I can’t help but see reparations as a money grab. Would it not be profiting on the suffering of others?

Curtis Basham,

Fort Worth

Blame Democrats for other taxes

An April 17 letter writer said that he earned more income in 2018 than the previous year and blamed Republicans for his increased tax bite. I paid more on higher earnings as well, but unlike people this writer referred to, I checked my effective rate, and it is less under the current tax schedules.

He might look to see if his higher earnings triggered past stealth tax surcharges from Democrats, such as moving 85% of his Social Security into taxable income. Or, my favorite, the 3.8% Obamacare surcharge on capital gains for individuals whose modified adjusted gross income exceeds $200,000 ($250,000 for couples filing jointly, or $125,000 for spouses filing separately).

Don’t forget that higher earnings mean a bigger Medicare deduction from your Social Security check. Thank your Democrats for that.

Burt E. Ballentine,

Keller

Don’t lump us in with Dallas

I was surprised to read in the Sunday story, “Vikings rookie long snapper has Air Force duty to fulfill,” that Keller is in the Dallas area. (4C). The Associated Press reporter who wrote it apparently failed to look at a map. More disturbing is that Star-Telegram editors failed to correct such an obvious error.

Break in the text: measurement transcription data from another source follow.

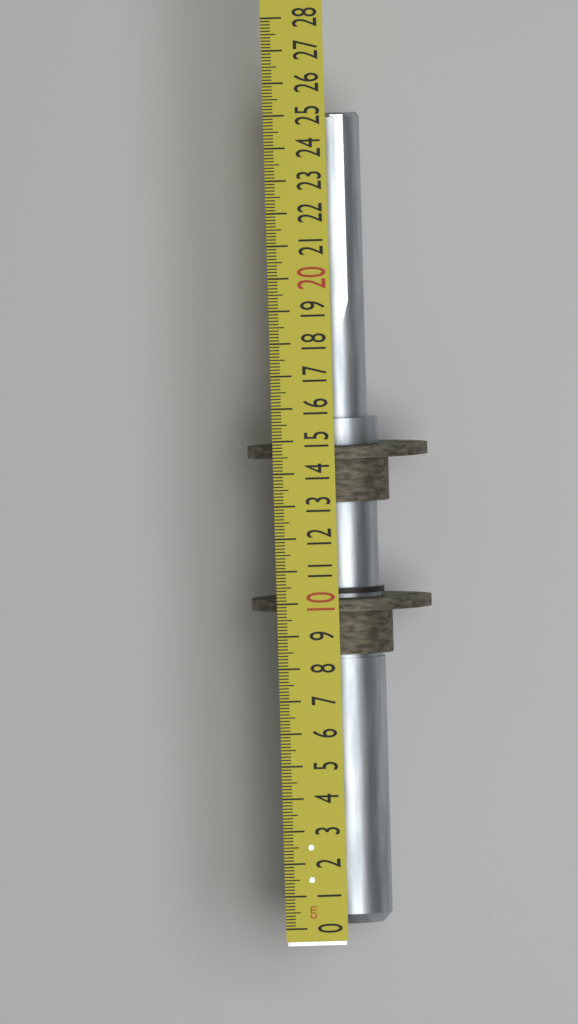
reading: 25.0 cm
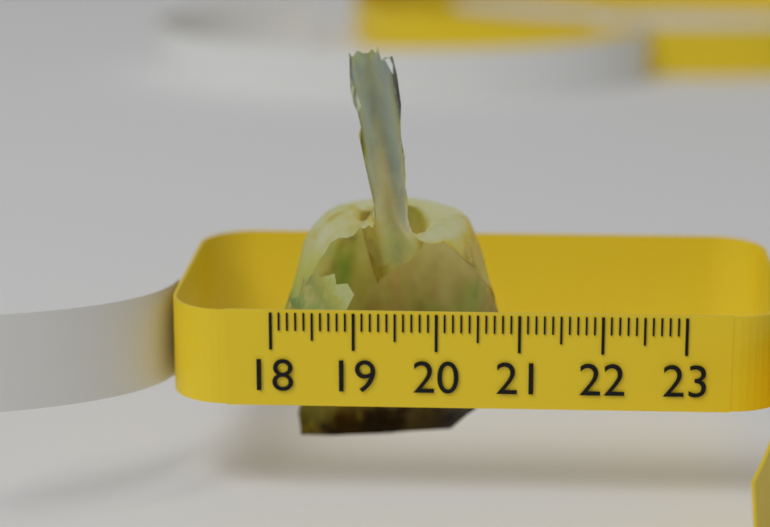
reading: 20.8 (no unit)
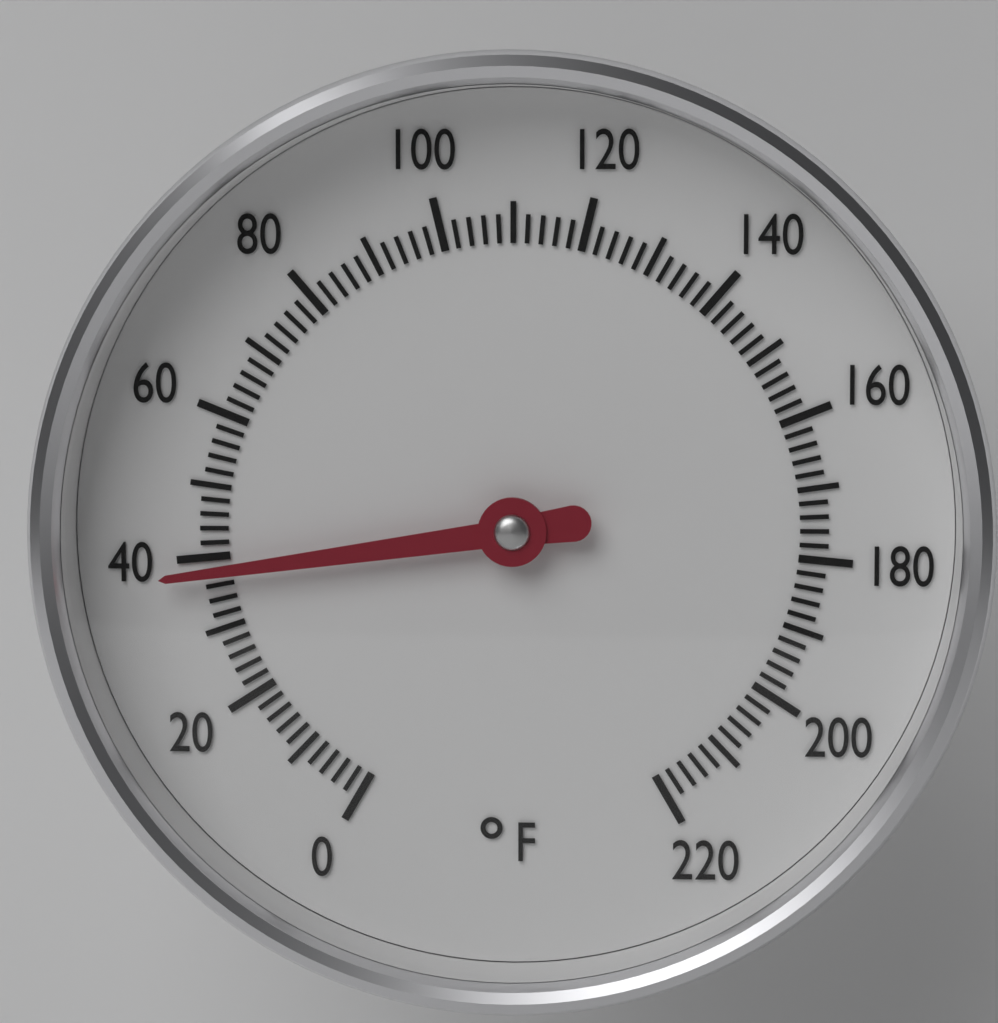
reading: 38 °F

Most of us who live west of Texas 360 object to being identified as Dallas-area residents. Nor do I think the Fort Worth Star-Telegram would want to be called a Dallas-area publication.

Let’s keep Keller where it is: in the Fort Worth area.

Hans J. Wasner,

North Richland Hills

There’s a reason they mix us up

More often than not, we hear on TV and read in print instances in which people mistakenly say Dallas instead of Fort Worth. It is annoying, to say the least, when you consider that Fort Worth is the 15th-largest city in the United States, according to the U.S. Census Bureau.

If Fort Worth were not so close to Dallas, assuredly the mistaken identity would not happen. After all, people know the difference between Austin and San Antonio and between San Diego and Los Angeles.

But then again, most people are not interested in geography. And to be honest, most people don’t care.

Fort Worth is not alone, though, in being mistaken for another city. South of San Francisco lies San Jose, which, despite being the larger of the two by both population and land area (the 10th-most populous city in the country), is relatively unknown because of its sister city.